More than 300 former students of Pennsylvania’s Glen Mills Schools are taking legal action alleging a wide variety of physical, mental, and sexual abuses at the hands of staff members and administrators. And while the Delaware County schools for court-ordered boys is no longer in operation thanks to a 2019 investigation published by The Philadelphia Inquirer, the wounds for the survivors of the abuse are still as fresh as the day they were inflicted.
According to The Inquirer’s most recent reporting, the acts inflicted on the boys by those charged with their rehabilitation and care are as reprehensible as they are unthinkable.
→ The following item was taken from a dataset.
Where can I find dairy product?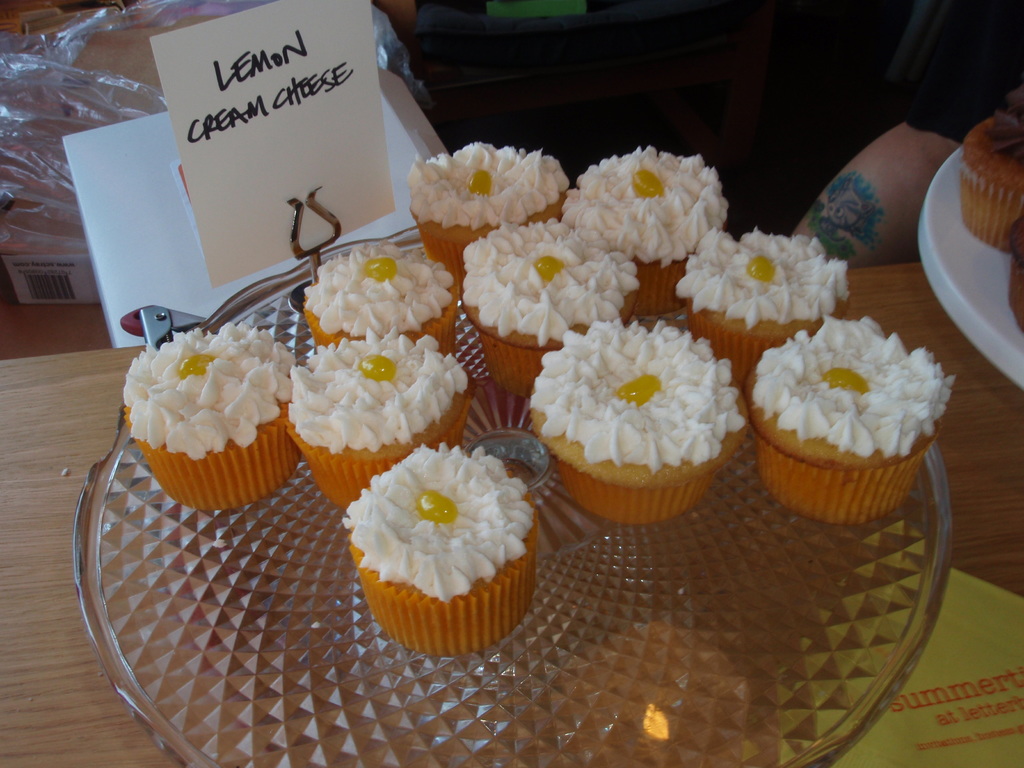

The abuse, which took place between 1976 and 2018, includes rape and other forms of sexual assault, physical assault, ongoing mental abuse, and a concerted effort to cover the whole thing up and keep the students quiet.
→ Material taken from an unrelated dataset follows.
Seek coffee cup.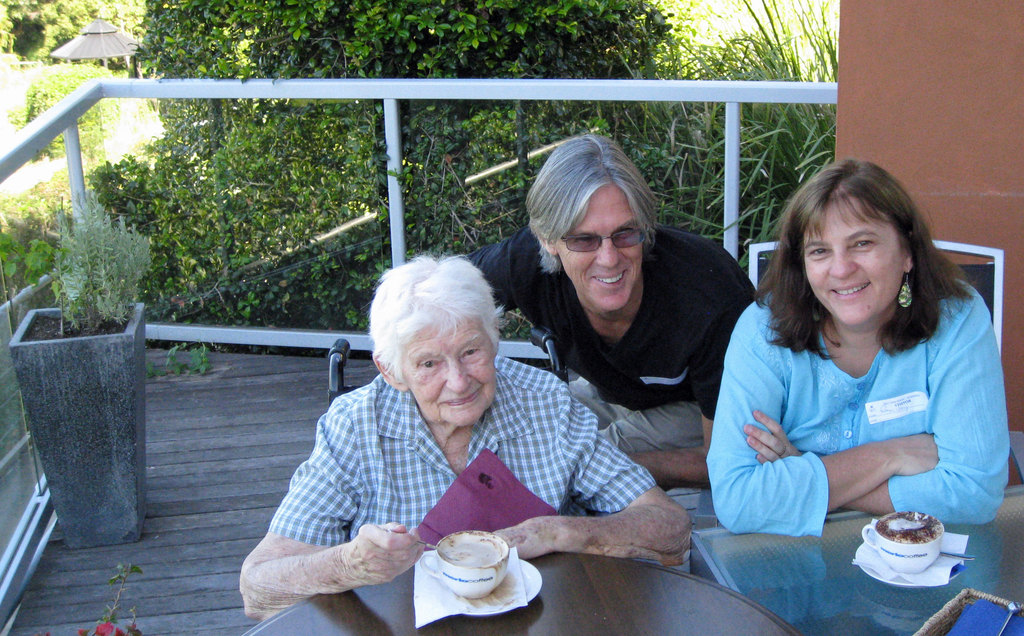
[420, 533, 511, 603].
Attempts to bring attention to the violence happening behind Glen Mills Schools’ walls were met with vengeance. One student who tried to report the goings on and get some help was beaten and had his very life threatened. This student’s abuser would call him a racial epithet after sexually abusing him. Counselors would repeatedly rape their students, in some cases while another staff member watched the door. A practice known as an “All Call” resulted in counselors spitting the face of a student, using racial epithets to insult him, and – as if he hadn’t been dehumanized and abused enough – would end by taking turns beating him.
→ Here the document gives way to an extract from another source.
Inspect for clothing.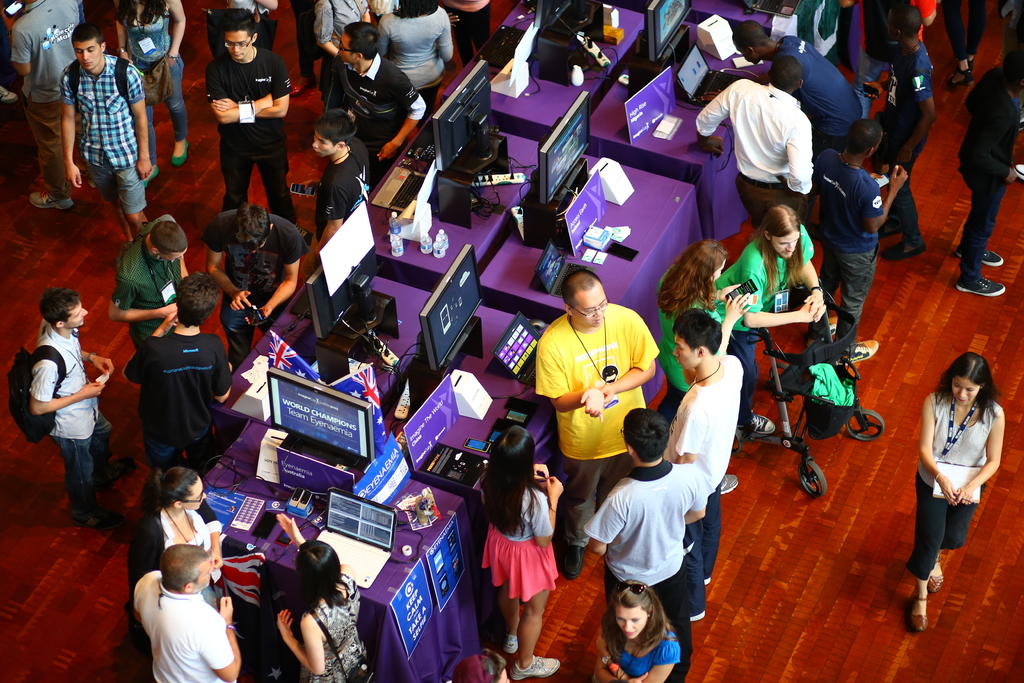
Inspection: left=813, top=152, right=880, bottom=353.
The abuses by the staff members, in some cases taking place more than 30 years ago, inflicted permanent and lasting damage on the lives they destroyed. “In my head, I’m living a nightmare,” says one of the plaintiffs. “It’s hard for me to trust, to be around people, to socialize. Even though when this happened I was in my teens and now I’m in my late 40s, it’s like I lived it yesterday. It hurts like it just happened.”